A good automation framework is less about the tool and more about the structure around it. Here's the shape I keep coming back to for Playwright projects that need to cover both the UI and the API.
Start with the layers
I split tests into clear layers so each one has a single responsibility:
- UI specs drive the browser through user journeys.
- API specs hit endpoints directly for fast, deterministic coverage.
- Fixtures wire up shared setup (auth, test data, page objects).
import { test as base } from "@playwright/test";
import { LoginPage } from "./pages/login.page";
export const test = base.extend<{ loginPage: LoginPage }>({
loginPage: async ({ page }, use) => {
await use(new LoginPage(page));
},
});Page Object Model, but lightweight
The Page Object Model keeps selectors out of specs, but it's easy to over-engineer.
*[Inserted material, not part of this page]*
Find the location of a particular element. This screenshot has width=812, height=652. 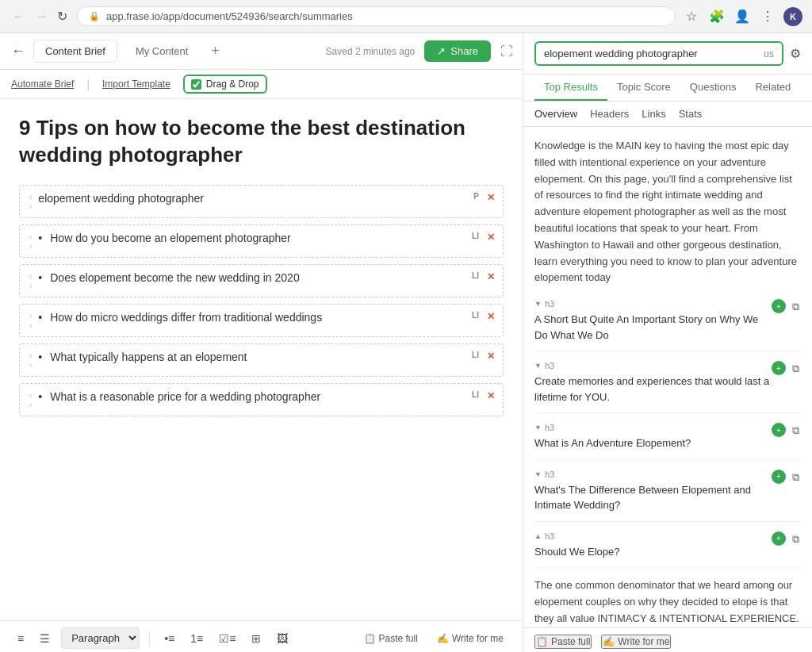

align-center-button: ☰ is located at coordinates (44, 639).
I keep page objects thin — locators and a few intent-revealing methods — and let the specs describe the behaviour.
CI/CD from day one
The framework only earns its keep when it runs on every change. I wire Playwright into GitHub Actions early so the team gets fast feedback and a shift-left safety net rather than a slow, end-of-sprint regression crunch.
The best time to add CI is when you have one passing test. The second best time is now.
That's the core of it: clear layers, thin page objects, and automation that runs continuously.